Politically conscious

Taibo constructed Shadow of a Shadow mindful of the need to move away from the traditional perspective of the detective novel that highlights the eccentric genius resolving cases. Being a politically conscious writer – he was a survivor of the Tlatelolco massacre – he prefers to deliberate on the reasons behind every criminal story, which in the case of Mexico seems to be an even bigger mystery – and therefore in need of real detective work.

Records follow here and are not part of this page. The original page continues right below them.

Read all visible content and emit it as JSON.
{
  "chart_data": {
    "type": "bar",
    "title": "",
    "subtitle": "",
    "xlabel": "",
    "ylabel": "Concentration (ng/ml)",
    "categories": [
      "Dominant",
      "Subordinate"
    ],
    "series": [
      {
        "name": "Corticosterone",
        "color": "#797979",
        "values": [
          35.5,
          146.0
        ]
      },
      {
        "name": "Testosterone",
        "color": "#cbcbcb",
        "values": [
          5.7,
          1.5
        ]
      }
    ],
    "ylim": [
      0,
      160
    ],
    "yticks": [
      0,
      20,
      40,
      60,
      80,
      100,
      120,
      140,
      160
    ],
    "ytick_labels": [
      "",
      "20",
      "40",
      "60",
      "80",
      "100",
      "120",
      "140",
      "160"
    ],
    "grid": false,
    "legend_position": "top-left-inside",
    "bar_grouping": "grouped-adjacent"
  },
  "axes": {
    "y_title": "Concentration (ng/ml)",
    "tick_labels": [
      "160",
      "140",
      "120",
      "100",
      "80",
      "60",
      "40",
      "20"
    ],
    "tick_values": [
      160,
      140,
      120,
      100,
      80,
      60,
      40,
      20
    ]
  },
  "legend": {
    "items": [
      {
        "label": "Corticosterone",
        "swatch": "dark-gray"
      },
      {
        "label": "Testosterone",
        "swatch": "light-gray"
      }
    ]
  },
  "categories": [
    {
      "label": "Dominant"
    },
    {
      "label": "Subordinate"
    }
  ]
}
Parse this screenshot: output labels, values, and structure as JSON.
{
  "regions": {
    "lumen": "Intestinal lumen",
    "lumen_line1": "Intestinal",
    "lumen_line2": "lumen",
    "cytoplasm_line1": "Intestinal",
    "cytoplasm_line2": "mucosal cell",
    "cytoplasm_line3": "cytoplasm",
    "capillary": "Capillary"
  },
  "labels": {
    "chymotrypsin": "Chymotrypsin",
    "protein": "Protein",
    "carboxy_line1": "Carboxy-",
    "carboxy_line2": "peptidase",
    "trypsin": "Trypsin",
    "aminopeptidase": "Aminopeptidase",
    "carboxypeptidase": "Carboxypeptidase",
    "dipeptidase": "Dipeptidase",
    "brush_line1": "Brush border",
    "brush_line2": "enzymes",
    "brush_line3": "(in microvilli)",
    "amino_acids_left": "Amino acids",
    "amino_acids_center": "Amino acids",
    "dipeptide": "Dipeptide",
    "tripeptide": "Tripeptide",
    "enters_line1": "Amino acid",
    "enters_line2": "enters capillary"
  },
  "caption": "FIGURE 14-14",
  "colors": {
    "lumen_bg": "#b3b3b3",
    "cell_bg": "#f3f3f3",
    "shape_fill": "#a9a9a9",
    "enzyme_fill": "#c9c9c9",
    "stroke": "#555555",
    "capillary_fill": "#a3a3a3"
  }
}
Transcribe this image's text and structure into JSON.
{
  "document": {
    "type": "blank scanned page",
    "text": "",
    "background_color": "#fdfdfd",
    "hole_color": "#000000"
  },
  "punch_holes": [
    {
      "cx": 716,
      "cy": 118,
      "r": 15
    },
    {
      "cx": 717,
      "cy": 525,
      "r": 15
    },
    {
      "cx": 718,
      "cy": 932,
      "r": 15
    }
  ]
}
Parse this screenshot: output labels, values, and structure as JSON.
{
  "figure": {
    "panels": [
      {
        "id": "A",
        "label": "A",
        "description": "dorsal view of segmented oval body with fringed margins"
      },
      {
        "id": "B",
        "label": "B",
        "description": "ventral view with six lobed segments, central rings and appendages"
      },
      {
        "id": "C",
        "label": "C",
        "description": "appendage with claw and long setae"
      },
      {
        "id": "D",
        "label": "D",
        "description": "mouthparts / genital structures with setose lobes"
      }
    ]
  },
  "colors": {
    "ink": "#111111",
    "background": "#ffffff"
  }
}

The result is the tale of four men in their thirties whose only thing in common is their love for dominoes: an honest and cynical crime reporter Pioquinto Manterola; Alberto Verdugo y Sáez de Miera, a lawyer whose surname means ‘executioner’ and whose reputation is not helped by offering legal representation to prostitutes; Mexican-born Chinese anarchist union leader Tomás Wong (a member of a persecuted minority who emphasises his ethnic accent despite not speaking Chinese); and Fermín Valencia, a poet. Paid assassins, rich people, and bent bureaucrats are the framework, and dominoes becomes a dangerous game…

Paco Ignacio Taibo II is convinced that the “thriller” is the “social novel of the end of the century”. With Returning as Shadows (2003), he sets his now older and physically weaker Dumasian group in 1941. He takes a look at the unprecedented social peace that now reigns and the events that brought the still celebrated Golden Age to Mexico, with its fabulous wealth, its cultural effervescence and great power now in the hands of the PRI. On the other side of the globe, World War II was bringing genocide, destruction and poverty. Mexico, like the rest of humanity, has a hatred for Hitler and was poised to declare war on Germany.

However, sympathy with fascism is not something widely perceived to have been part of Mexican history, but even in Mexico some politicians flirted with the tyrant’s ideas. Taibo tries to fill the gaps in history with fiction: the disconnected ramblings of a madman locked in a mental institution because of his wife’s murder are the common thread that tells the story of President Miguel Alemán’s rise to power.

Mysteriously, at the same time foreign guys in brown shirts are seen in the middle of the Chiapas jungle marching to the rhythm of a gramophone, and German submarines arrive in the Gulf of Mexico ready to attack the US.

It is up to the short-sighted Fermin “the poet” – recruited as a spy – to discover that the Mexican Minister of the Interior had a lover who worked for the Nazi secret service.

While Hitler is fighting on the Eastern Front, it appears that he gains courage by getting high on humble peyote and caffeine. (The reader can question whether by using the cactus with the wrong intention Hitler could only have reached hell instead of Heaven, and as a cautionary note learn that, in the wrong hands, psilocybin and caffeine could have devastating consequences.)

Graham Greene makes a cameo appearance in the book. And where was Hemingway during the famous 14 days in which he disappeared after last being seen sleeping drunk near a Havana swimming pool? Now we know.

Eventually the reader will infer that the biggest enigma to be resolved in Mexican history is that of a national conspiracy around oil, and to unravel it every individual must play the role of detective.

The result is an interesting, sometimes funny, easy to read and enjoyable novel, and indeed one that will awaken the reader’s interest in a period that most historians have chosen to marginalize in their accounts.